Thursday, February 27, 2020

What On Earth Are We On Earth For?


By Anguba, New Age Islam
27 February 2020
One of the most basic questions about human existence that we could ask ourselves is: What is the purpose of life? Or, to put it differently, What on Earth are we on Earth for?
God, our Maker, has created each one of us, just as He has created the rest of the vast universe. Surely, He must have had some reason to do so—it couldn’t have been just in jest. There must be some definite purpose for which God brought us into being and sent us to Earth, to spend a bit of time here before we are called back.
So, then, what is this purpose?
Do we have any clue at all?
If you really think about it, you might be led to realise that there is hardly any question that is more important than this one for us to ask and to seek to find the answer to. But despite this, how many of us actually do ever ask ourselves (or others) this question, leave alone seeking to find the answer to it?  If I recall rightly, for several decades (I am now in my 50s) I gave this really important question no serious thought at all. My case might hardly be exceptional. It may be almost the universal norm actually.
I was born in a supposedly ‘well-educated’ and ‘very cosmopolitan’ family. Growing up as a child, not once did my parents ever raise the issue of the purpose of human life in general, or of our own lives in particular. The issue wasn’t once broached in conversations with relatives either. Nor was it with classmates and teachers at school, or, later, in the college and in the universities where I studied. Later on, I worked for a living in different places, but not once, if my memory serves me right, did I hear a single person talk about life’s purpose. All through those many decades, in my conversations with other people, we talked about all sorts of things, but possibly on not even one occasion did we ever refer to the purpose of life.
Now, isn’t that really strange?
The conspiracy of silence on this most important question about life is actually really eerie.
Although the purpose of life was hardly, if ever, referred to in my interactions with others, there was, right through and all along, a certain implicit understanding of this purpose that possibly most us shared. It wasn’t ever stated explicitly, and maybe for that reason it was particularly seductive and pervasive. Possibly, it had come to be so widely accepted as obvious, as in the very nature of things, that it did need to be articulated in words.  At home, in the various educational institutions I studied at, and later, in the places where I worked, there was probably a broadly-shared consensus about the purpose of life being centred on the notion that life was meant for maximizing the pleasure that one could derive from the five senses. This is what (supposedly) gave meaning and purpose to life. Pampering the never-ceasing demands of the ego was what a meaningful and purposeful life was essentially about, although this could be sometimes tempered with some consideration for the needs of others.
‘Becoming rich and famous’ summarised how a meaningful life was understood by many. ‘Have as much fun as you can while the game lasts’, or ‘Shop till you drop’ could be other ways in which this idea could be described. This understanding of the purpose of life was also endlessly purveyed by the mass media, advertising companies and the ‘entertainment’ industry till it was converted into plain ‘commonsense’ for probably hundreds of millions of people.
Hedonism, a worldview that is based on the notion that the purpose of life is the pursuit of pleasure, had become the de facto creed for vast numbers of people, including myself and probably a great many of those I knew, including several who described themselves as ardent believers in this or that religion. Hedonism had, for all practical purposes, become the religion that we were passionately devoted to, even if we did not ourselves consciously recognise the fact.
Now in my 50s, and having gained some insight (including through some ‘bitter’ experiences) into the hollowness of the hedonistic worldview, my understanding of the purpose of life is—or so I hope—not quite the same now. I’m learning about diverse theistic spiritual traditions of the world that have a very different understanding of life’s purpose. While these traditions might differ on some issues among themselves, there are certain points they agree on. 
One of these commonalities is that human beings (and all other life-forms) have been created by a transcendent God, and for a certain purpose. 
A second common teaching is that death is not the end of us. Death is the dying of the physical body but not of the real ‘I’—the soul. We continue to live (in some or the other form and in some or the other realm) even after the death of our body. Our state or fate in the life after death will depend on how we had lived our short life while on Earth.
Coming to recognise two basic facts—the fact of God, the Creator, and the fact of life after death—can completely transform one’s understanding of the purpose of life. Seen in the light of these two facts, the ideology of Hedonism can be recognised as not just totally bankrupt but dangerously self-damaging and delusional as well. Along with this, the true purpose of life can now come to be seen as in having a deep and loving personal relationship with God and seeking to do His will for us, moment by moment.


- ABOUT THIS EXERCISE -
Below are the records; tally the lines that include "RECENTLY" and report only the total.

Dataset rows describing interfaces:
-- -- --
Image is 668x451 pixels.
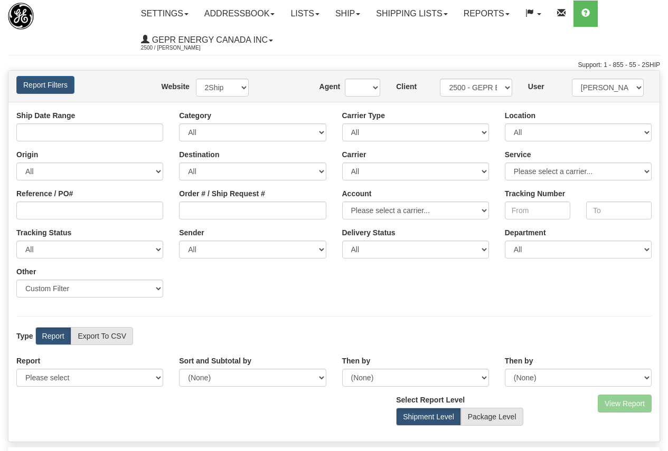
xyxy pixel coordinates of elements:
label: Report [35,327,71,345]
a: GEPR Energy Canada Inc 2500 / [PERSON_NAME] [133,27,281,53]
label: Website [161,81,179,92]
label: Type [16,331,33,341]
label: Origin [16,149,38,160]
label: Shipment Level [396,408,461,426]
label: Destination [179,149,219,160]
button: Report Filters [16,76,74,94]
span: 2500 / [PERSON_NAME] [141,43,220,53]
label: Carrier Type [342,110,385,121]
label: Service [504,149,531,160]
label: Reference / PO# [16,188,73,199]
button: View Report [597,395,651,413]
span: GEPR Energy Canada Inc [149,35,268,44]
select: Please ensure data set in report has been RECENTLY tracked from your Shipment History [342,241,489,259]
a: Addressbook [196,1,283,27]
label: User [528,81,544,92]
label: Then by [504,356,533,366]
img: logo2500.jpg [8,3,34,30]
a: Ship [327,1,368,27]
label: Location [504,110,535,121]
label: Other [16,266,36,277]
a: Settings [133,1,196,27]
label: Agent [319,81,329,92]
label: Select Report Level [396,395,464,405]
label: Department [504,227,546,238]
a: Shipping lists [368,1,455,27]
label: Account [342,188,371,199]
label: Please ensure data set in report has been RECENTLY tracked from your Shipment History [342,227,395,238]
label: Sender [179,227,204,238]
input: From [504,202,570,220]
label: Carrier [342,149,366,160]
a: Reports [455,1,517,27]
label: Export To CSV [71,327,133,345]
div: Support: 1 - 855 - 55 - 2SHIP [8,61,660,70]
label: Client [396,81,416,92]
label: Report [16,356,40,366]
label: Ship Date Range [16,110,75,121]
input: To [586,202,651,220]
label: Package Level [461,408,523,426]
label: Category [179,110,211,121]
label: Sort and Subtotal by [179,356,251,366]
label: Tracking Status [16,227,71,238]
label: Tracking Number [504,188,565,199]
a: Lists [282,1,327,27]
label: Then by [342,356,370,366]
label: Order # / Ship Request # [179,188,265,199]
-- -- --
- COMPLETED TASK -
2